Picture of Stephan Neuhaus I work in computer security, using experimental methods to analyze security incidents and analyzing version archives to find and predict vulnerabilities.

For contact information, see the impressum page.


Research

Working in computer security is working at the limits of computer science. Blackhats, unlike ordinary users, are constantly and actively seeking to undermine the assumptions that we make when we design or deploy systems, and are actively trying to provoke bugs. I am fascinated by the possibilities of experimental incident analysis, because it seems to be one way of analyzing and predicting the behaviour of complex systems of programs. I have recently also started to work on statistical software vulnerability analysis and prediction.

Experimental incident analysis is still a new field.
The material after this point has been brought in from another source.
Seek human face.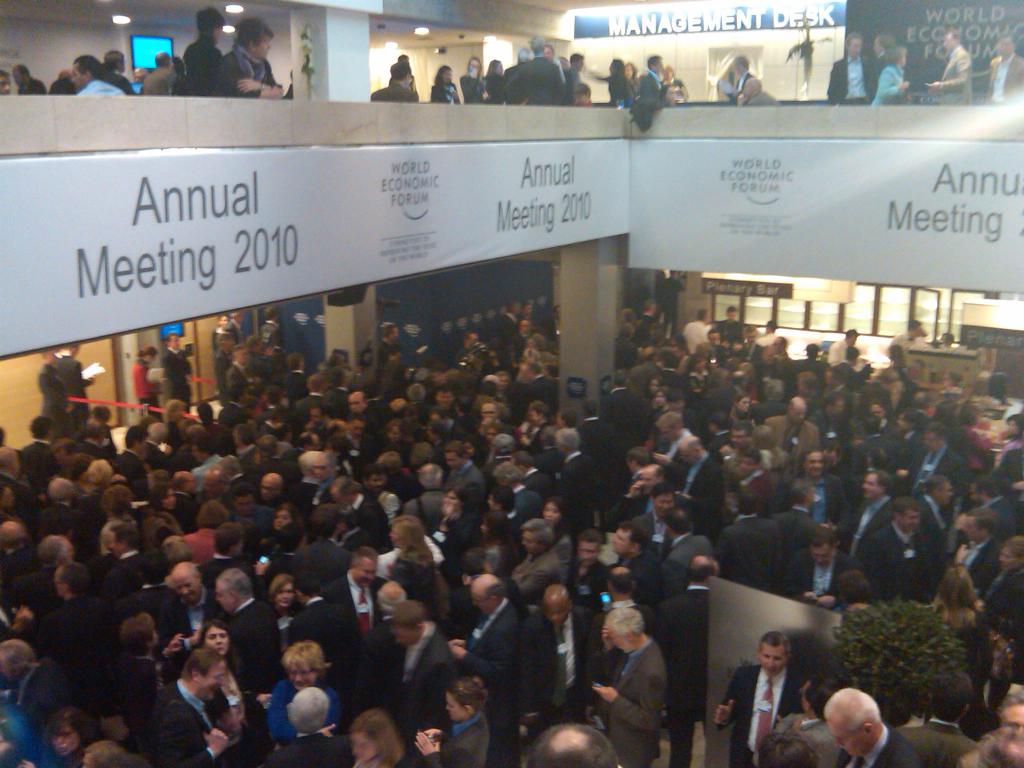
810, 543, 828, 565.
The basic assumption is that software systems today are now so complex that their behaviour cannot be analyzed or predicted from first principles any more. Instead we use experimental techniques borrowed from the natural sciences in order to find out causes of break-ins. These experiments are not designed, carried out or evaluated manually (as would be common practice today), but rather automatically. The ongoing work on this topic is a project called Malfor.
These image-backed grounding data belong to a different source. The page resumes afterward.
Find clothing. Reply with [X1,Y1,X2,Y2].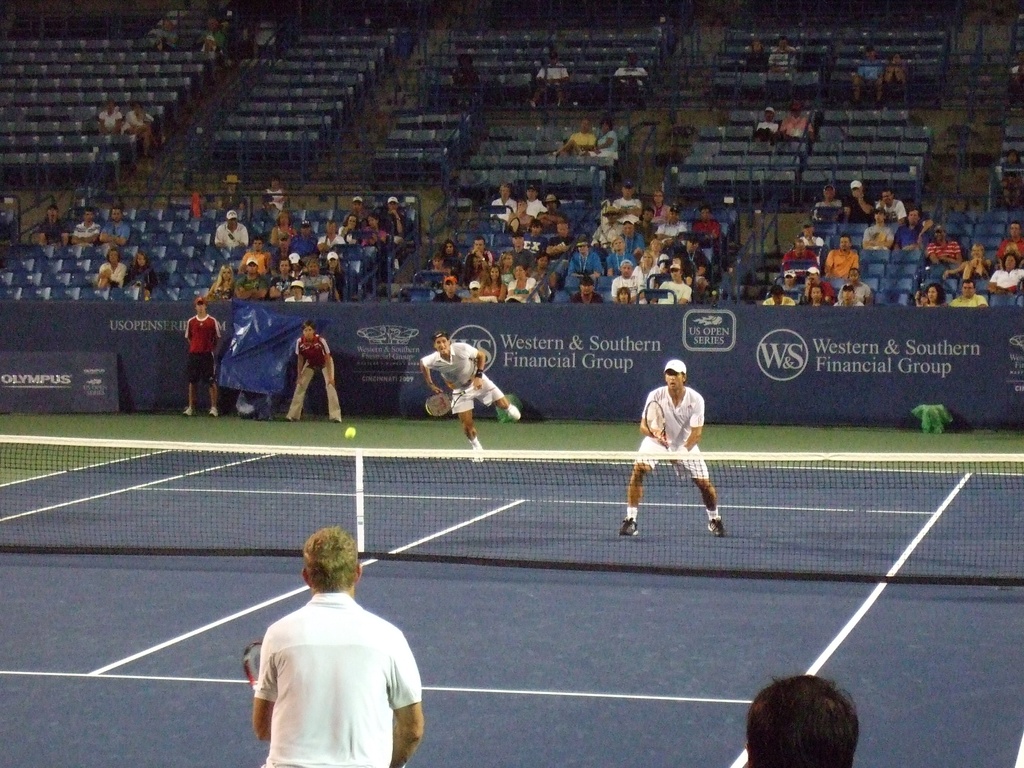
[202,28,232,56].
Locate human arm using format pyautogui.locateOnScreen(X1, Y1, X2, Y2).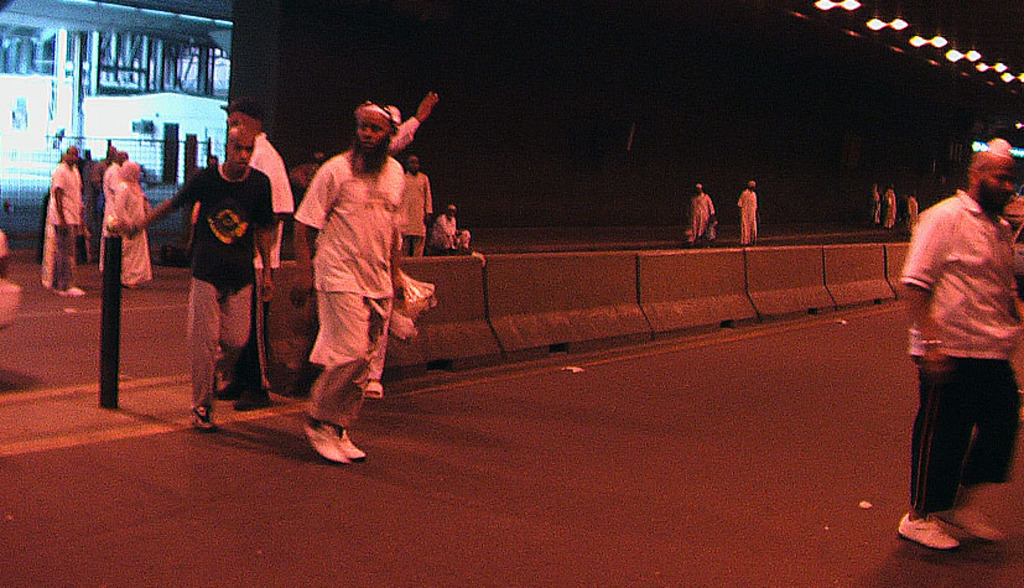
pyautogui.locateOnScreen(440, 218, 462, 238).
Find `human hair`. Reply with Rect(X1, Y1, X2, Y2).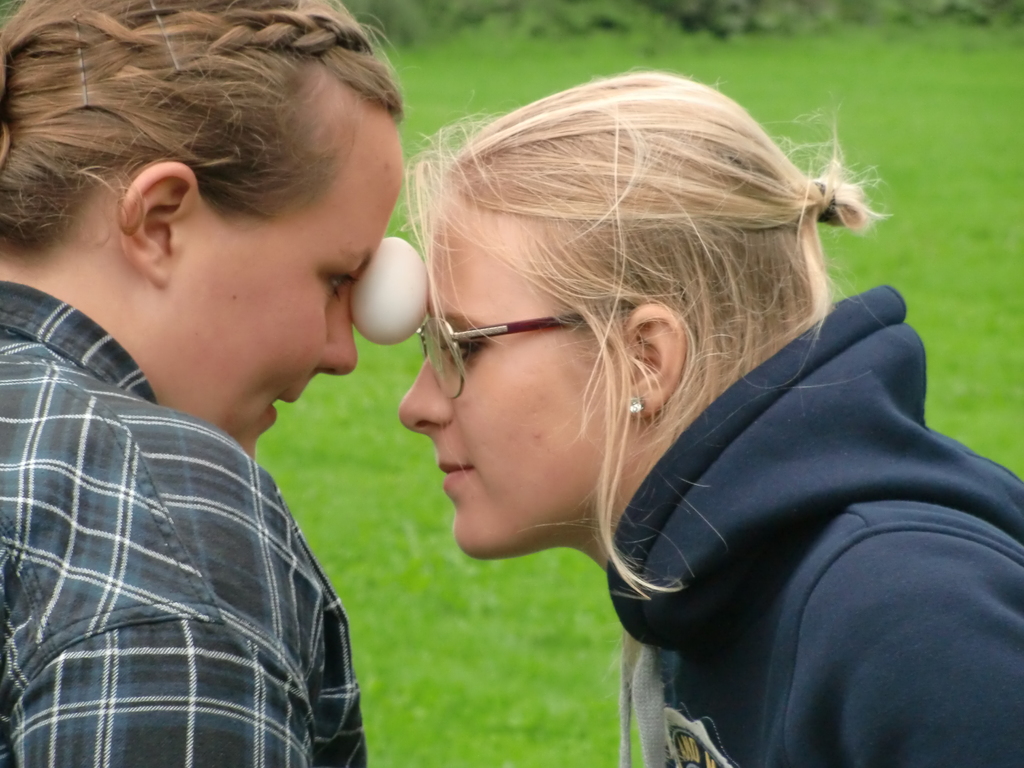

Statistical software vulnerability analysis and prediction is the art of looking at version archives to analyze software for vulnerabilities and to predict which components are likely to have more (as yet undetected) vulnerabilities. The project name for this work is Vulture; it has resulted in one paper that was published at USENIX '09 and anoth paper that was presented at ACM CCS 2007. Vulture's main result is that it is possible to predict which source files will have unknown vulnerabilities. For Mozilla, we predicted in January 2007 that ten specific source files (out of 10,000) will have vulnerabilities. Out of these ten source files, five had to be fixed within the next six months due to security vulnerabilities.

Teaching

Saarbrücken

International University in Bruchsal

Publications

Notice: Some of the links below might not work; I'm still uploading the relevant documents.

Presentations

Notice: Some of the links below might not work; I'm still uploading the relevant documents.